I think a useful application of Resen that we haven't brought up yet would be a situation where you are using a numerical model to illustrate something in an educational setting. In this case having an easy way to deploy a working example to a bunch of students and allowing them to tweak the inputs and look at the results interactively could be quite valuable. Normally for GEMINI this would require building a bunch of libraries and waiting maybe up to ten minutes for everything to compile. That's just too much to normally ask of a class full of physics students. By the same token a person who is just starting to learn a model could begin working with it this way instead of spending a few hours trying to build everything from scratch. Our build system tries to deal with this but the fact of the matter is it still takes quite a bit of expertise to use.

mattzett commented 4 years ago

Regarding use for reproducibility, resource management is a major consideration. Pardon my relative ignorance, but does running something with Resen incur substantial overhead? Can it be made to interact with an HPC queuing system? A lot of our stuff gets done on multi-node systems these days so if someone wanted to quickly reproduce a result they'd need to run on similar hardware (or wait a long time)...

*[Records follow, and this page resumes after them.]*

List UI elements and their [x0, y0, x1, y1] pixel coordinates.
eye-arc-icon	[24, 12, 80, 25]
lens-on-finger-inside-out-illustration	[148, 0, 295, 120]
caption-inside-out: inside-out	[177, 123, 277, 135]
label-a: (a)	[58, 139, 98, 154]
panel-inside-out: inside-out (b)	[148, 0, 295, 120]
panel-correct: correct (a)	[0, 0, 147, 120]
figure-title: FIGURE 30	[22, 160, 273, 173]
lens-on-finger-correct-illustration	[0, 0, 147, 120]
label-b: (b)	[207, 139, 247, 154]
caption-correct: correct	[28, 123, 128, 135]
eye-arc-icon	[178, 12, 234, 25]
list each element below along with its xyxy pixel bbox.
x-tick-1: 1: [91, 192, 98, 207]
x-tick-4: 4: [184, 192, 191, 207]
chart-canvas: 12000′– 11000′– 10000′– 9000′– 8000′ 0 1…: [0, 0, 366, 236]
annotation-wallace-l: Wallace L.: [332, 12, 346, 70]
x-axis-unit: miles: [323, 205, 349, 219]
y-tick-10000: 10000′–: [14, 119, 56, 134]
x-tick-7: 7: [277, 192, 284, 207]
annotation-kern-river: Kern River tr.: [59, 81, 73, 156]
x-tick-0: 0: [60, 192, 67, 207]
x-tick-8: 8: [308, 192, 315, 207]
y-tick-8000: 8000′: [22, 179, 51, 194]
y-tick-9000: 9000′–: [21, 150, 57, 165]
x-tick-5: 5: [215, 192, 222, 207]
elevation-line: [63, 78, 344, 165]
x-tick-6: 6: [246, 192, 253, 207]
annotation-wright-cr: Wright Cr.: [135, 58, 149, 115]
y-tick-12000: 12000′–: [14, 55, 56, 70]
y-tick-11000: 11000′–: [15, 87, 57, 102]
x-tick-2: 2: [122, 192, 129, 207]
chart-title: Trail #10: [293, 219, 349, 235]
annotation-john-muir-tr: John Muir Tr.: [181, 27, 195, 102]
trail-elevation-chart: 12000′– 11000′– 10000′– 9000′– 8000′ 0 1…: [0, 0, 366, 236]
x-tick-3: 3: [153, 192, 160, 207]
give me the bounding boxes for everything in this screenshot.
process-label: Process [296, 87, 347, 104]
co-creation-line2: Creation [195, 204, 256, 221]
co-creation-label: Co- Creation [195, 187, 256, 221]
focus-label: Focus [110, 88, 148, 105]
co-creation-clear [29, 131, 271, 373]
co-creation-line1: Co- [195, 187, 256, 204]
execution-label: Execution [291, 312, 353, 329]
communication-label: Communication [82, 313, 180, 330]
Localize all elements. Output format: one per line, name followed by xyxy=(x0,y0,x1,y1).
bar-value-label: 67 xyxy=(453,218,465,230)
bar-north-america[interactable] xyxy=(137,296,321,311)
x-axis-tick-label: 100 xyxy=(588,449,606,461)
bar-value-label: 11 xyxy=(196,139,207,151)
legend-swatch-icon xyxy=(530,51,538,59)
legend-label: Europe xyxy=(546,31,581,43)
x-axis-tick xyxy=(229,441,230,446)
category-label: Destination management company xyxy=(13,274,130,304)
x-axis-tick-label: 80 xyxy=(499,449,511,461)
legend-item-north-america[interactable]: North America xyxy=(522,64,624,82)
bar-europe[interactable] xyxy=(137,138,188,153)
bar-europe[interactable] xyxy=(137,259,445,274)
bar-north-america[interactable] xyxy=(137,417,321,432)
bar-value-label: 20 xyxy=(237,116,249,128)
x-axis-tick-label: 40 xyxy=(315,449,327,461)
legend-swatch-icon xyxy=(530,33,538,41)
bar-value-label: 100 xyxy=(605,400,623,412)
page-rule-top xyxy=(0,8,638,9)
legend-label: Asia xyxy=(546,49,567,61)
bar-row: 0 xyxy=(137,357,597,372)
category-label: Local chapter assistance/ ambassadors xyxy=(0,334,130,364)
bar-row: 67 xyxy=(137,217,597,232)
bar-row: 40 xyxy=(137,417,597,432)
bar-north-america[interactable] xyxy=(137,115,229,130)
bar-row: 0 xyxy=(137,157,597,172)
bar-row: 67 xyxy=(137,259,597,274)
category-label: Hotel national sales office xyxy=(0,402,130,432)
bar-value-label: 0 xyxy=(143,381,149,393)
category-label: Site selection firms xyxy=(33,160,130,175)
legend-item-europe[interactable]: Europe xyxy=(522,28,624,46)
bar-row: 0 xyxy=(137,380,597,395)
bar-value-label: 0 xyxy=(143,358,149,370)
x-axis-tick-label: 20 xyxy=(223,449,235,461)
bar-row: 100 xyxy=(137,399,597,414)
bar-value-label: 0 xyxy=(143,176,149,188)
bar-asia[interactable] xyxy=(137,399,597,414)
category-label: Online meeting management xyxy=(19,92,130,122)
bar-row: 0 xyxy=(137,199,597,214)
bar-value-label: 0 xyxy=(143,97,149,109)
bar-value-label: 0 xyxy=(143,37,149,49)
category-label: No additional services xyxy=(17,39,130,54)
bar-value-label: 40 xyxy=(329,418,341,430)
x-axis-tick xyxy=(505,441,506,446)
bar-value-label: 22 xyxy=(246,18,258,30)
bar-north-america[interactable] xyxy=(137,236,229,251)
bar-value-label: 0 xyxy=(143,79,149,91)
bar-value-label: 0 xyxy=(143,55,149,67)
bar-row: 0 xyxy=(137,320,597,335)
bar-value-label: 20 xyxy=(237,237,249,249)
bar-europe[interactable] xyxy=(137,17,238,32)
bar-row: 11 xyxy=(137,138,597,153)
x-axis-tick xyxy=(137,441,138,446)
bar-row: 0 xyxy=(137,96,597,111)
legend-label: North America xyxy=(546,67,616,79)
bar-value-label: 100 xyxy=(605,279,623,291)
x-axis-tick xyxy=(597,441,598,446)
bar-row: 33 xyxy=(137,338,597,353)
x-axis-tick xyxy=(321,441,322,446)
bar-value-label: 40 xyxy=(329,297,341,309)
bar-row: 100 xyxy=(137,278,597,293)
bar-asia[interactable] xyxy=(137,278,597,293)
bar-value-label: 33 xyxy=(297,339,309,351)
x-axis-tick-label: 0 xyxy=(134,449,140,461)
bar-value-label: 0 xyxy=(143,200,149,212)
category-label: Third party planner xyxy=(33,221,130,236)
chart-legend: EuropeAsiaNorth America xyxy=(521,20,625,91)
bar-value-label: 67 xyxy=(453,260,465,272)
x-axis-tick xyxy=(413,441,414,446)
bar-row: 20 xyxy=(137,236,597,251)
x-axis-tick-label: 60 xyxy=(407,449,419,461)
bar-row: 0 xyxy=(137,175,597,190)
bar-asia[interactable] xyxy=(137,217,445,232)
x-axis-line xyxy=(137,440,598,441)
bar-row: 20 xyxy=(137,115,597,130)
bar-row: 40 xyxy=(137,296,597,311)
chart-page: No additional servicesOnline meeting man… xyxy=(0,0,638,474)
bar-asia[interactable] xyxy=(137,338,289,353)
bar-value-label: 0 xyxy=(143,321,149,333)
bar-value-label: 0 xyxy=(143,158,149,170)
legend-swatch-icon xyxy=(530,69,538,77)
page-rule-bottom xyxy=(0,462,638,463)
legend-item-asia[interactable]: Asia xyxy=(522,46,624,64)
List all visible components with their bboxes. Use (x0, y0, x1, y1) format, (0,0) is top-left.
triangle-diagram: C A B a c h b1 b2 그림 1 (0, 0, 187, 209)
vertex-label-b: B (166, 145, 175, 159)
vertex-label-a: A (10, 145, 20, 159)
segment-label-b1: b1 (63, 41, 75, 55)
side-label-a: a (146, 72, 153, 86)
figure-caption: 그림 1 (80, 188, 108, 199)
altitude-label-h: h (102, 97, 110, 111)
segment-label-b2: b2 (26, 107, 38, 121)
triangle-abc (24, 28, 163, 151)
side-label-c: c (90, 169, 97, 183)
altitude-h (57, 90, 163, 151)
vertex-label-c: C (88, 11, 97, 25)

ljlamarche commented 4 years ago

Using Resen in an educational setting to give students easy access numerical models (even just "toy" models to illustrate concepts) is potentially very useful. One idea is for instructors to build custom cores that include not just the installed model but several example runs and relevant tools, maybe to be used in conjunction with a class. We're hoping to enhance the Resen tool so that it can handle custom cores, but even requiring students to get python and docker installed on their computers is again probably a bigger barrier than most instructors want to deal with in a classroom setting. The online system was designed to really let people get going with software as quickly as possible, which I suspect what you want in a educational setting. We've talked about setting up the online system to also have a variety of specialized cores users could choose from (so students would be able to log in and select the "gemini-core" and have that environment immediately available), but I'm not sure our current system can handle multiple accounts running even highly simplified numerical models. I think server resource allocation would have to be handled very carefully for something like that.